In 2019, the family moved into a two-bedroom apartment in Cambridge, Massachusetts, near the Longfellow Bridge, just across the Charles River from Boston. Brittany started her fellowship in surgical critical care, and Brian worked as an E.R. physician at two community hospitals north of the city. In March, as coronavirus cases surged across the Northeast, they began spending nearly all their time at their hospitals.

Out in the terminal, Bankhead-Kendall waved goodbye from a distance and turned to walk to her gate. She knew that some doctors had been killed by the coronavirus; as she boarded the flight back to Boston, she didn’t know whether she would see her children again. She looked through the window, into the hall. Outside the room, nurses held up signs containing lab results for other critically ill patients and queries about their ventilator settings. Bankhead-Kendall mimed answers to their queries.

In June, in Boston, the pace began to slow. Infections fell across the Northeast, and some of the makeshift I.C.U.s at Mass General were dismantled. But Bankhead-Kendall was still seeing-19 patients, and her nightmares continued.

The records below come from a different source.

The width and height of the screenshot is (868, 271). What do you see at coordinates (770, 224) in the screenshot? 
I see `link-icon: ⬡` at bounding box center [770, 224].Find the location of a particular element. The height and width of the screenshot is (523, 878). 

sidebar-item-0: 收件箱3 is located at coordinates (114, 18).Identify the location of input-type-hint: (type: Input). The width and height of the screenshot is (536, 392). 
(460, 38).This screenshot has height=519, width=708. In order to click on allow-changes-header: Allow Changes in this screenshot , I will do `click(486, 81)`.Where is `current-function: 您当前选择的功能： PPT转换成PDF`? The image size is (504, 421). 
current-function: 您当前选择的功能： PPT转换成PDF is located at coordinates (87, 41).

In dreams, she sprinted toward their rooms only to arrive too late; she stared at them through windows as they gasped for air over the sounds of alarms and ventilators. She saw herself separated from her children forever.

Still, she noticed something unsettling. Increasingly, people who were rushed to the hospital after acute trauma were found to be infected with the coronavirus. This could only be a sign of rampant community spread. Bankhead-Kendall realized that she’d ridden the wave from Boston to Lubbock. Within a few weeks, coronavirus cases exploded.

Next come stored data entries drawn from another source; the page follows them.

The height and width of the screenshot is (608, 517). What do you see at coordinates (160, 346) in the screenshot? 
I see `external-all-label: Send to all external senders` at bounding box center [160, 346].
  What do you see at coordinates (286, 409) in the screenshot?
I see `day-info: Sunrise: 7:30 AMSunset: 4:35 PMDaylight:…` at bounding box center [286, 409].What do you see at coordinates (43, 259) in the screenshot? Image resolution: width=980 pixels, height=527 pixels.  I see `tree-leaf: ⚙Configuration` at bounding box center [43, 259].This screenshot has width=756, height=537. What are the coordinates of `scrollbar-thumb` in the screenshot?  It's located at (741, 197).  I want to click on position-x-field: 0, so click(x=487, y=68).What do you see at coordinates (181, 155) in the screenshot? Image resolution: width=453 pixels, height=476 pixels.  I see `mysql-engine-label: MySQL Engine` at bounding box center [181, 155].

“I was losing it with these flashbacks,” she said. “Before, it was, ‘I can’t do my job and be a good mom.’ Now it was, ‘I can’t do my job and deal with P.T.S.D.’ ” For a few days, she worked to suppress the visions; she willed herself to stave off intrusive thoughts. At first, it seemed to work. But, over time, she started to feel numb. “Things I used to dread, I didn’t anymore,” she said. “I knew it wasn’t healthy. I’d think, Do I really need P.P.E.

She spent the next few days hiking and meditating. She started reading a few books about P.T.S.D. “At first, I thought, Am I just being a little much?” she said. “I wasn’t dropped in a hot zone in Baghdad or something.” But, as she read, she began to feel that she was fighting the same kinds of demons. “The worst types of P.T.S.D. are ones where people experience something horrible and can’t remove themselves from repeated exposures,” she said. “That’s what happened to me.

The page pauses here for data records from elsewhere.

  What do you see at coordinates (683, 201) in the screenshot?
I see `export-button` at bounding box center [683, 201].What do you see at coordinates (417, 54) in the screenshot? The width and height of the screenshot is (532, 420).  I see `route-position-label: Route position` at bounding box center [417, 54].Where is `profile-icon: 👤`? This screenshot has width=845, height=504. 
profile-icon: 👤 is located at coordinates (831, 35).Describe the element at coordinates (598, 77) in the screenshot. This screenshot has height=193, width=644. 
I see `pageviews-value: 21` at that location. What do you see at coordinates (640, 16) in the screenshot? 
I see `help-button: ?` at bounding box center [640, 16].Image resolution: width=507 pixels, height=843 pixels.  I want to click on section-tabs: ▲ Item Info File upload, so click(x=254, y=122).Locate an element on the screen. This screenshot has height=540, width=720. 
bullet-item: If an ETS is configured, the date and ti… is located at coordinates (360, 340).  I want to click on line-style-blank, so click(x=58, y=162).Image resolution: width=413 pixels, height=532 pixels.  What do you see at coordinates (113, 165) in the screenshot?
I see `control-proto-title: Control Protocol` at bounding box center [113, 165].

It was dark and cold when she woke up. She put on sweats, sneakers, and a jacket, and made her way down a paved path along a gentle stream that cut through the resort. Where the path ended, she stepped onto the rocky desert terrain and walked toward the mountains. She sat on a flat rock and shivered, digging her heels into the red dirt. Beside her stood a large cactus and a few shrubs. She looked into the distance and waited.